RE: I plan to live forever
October 10, 2010 at 7:53 am
(This post was last modified: October 10, 2010 at 7:53 am by fr0d0.)
Wikipedia has some info: http://en.wikipedia.org/wiki/Methuselah
Mistranslation
Some believe that Methuselah's extreme age is the result of an ancient mistranslation that converted "months" to "years", producing a more credible 969 lunar months, or 78½ years, but the same calculation applied to Enoch would have him fathering Methuselah at the age of 5 using numbers from the Masoretic Text. Using the Septuagint numbers, Enoch's 165 months in a ten month calendar would be 16½ years, and Methuselah's 969 would be 96.9.
Symbolic
Symbolic interpretations begin with the observation that the Biblical chronology routinely uses numbers for their symbolic value: for example, 10 symbolizes completion, 8 symbolizes the mundane world, and 7 the divine. So Methuselah's father Enoch, who does not die but is taken by God, is the seventh patriarch, and Methuselah, the eighth, dies in the year of the Flood, which ends the ten-generational sequence from Adam to Noah, in whose time the world is destroyed.

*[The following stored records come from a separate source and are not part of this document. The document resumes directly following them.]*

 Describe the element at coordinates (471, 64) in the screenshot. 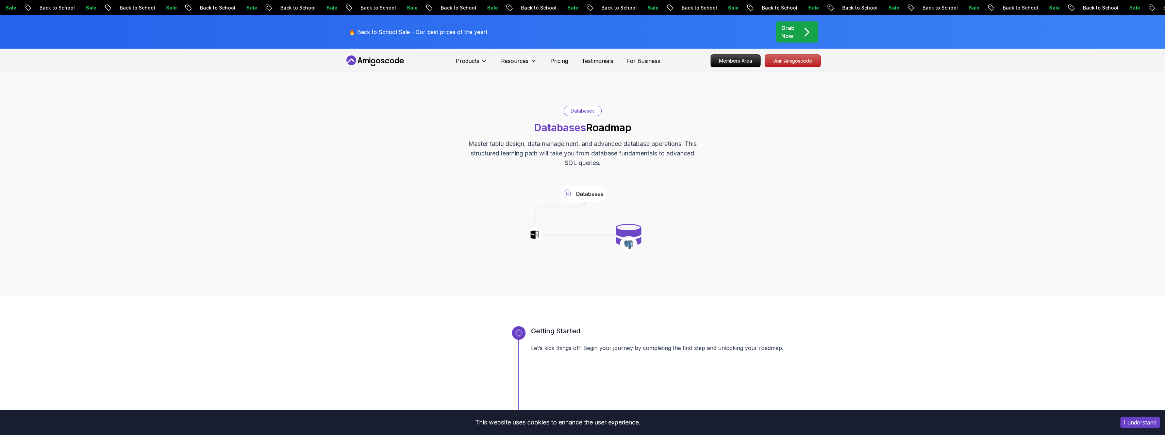

I see `button: Products` at that location.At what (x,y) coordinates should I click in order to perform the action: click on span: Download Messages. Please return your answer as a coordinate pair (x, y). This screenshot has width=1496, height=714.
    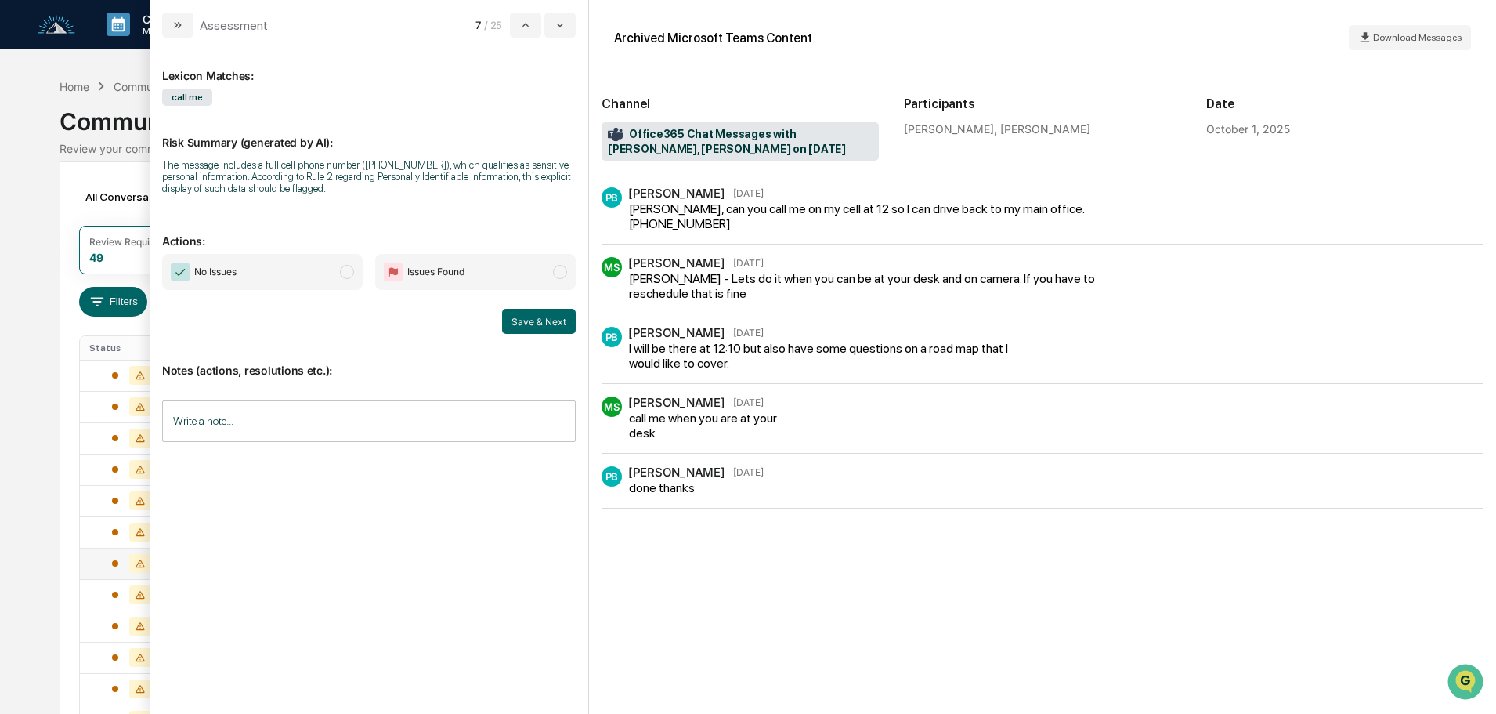
    Looking at the image, I should click on (1417, 38).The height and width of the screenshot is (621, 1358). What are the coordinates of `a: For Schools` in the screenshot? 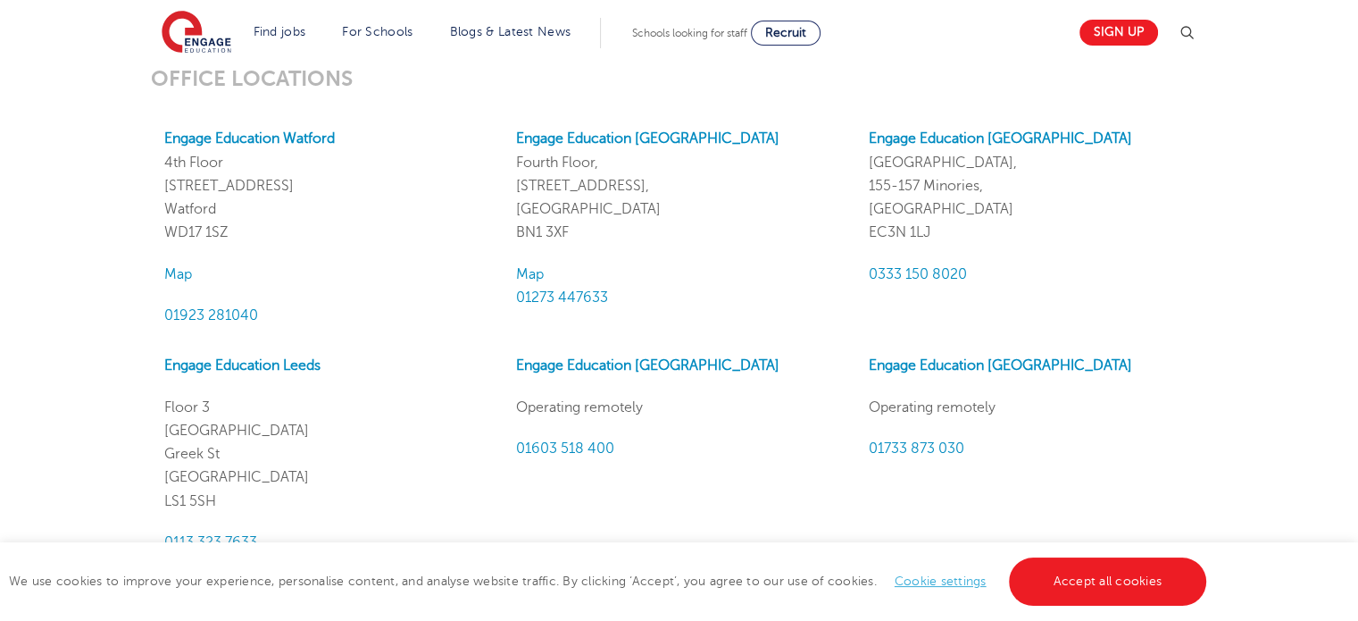 It's located at (377, 31).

I'd go with these rather than the literal interpretation.
Mistranslation
Some believe that Methuselah's extreme age is the result of an ancient mistranslation that converted "months" to "years", producing a more credible 969 lunar months, or 78½ years, but the same calculation applied to Enoch would have him fathering Methuselah at the age of 5 using numbers from the Masoretic Text. Using the Septuagint numbers, Enoch's 165 months in a ten month calendar would be 16½ years, and Methuselah's 969 would be 96.9.
Symbolic
Symbolic interpretations begin with the observation that the Biblical chronology routinely uses numbers for their symbolic value: for example, 10 symbolizes completion, 8 symbolizes the mundane world, and 7 the divine. So Methuselah's father Enoch, who does not die but is taken by God, is the seventh patriarch, and Methuselah, the eighth, dies in the year of the Flood, which ends the ten-generational sequence from Adam to Noah, in whose time the world is destroyed.
I'd go with these rather than the literal interpretation.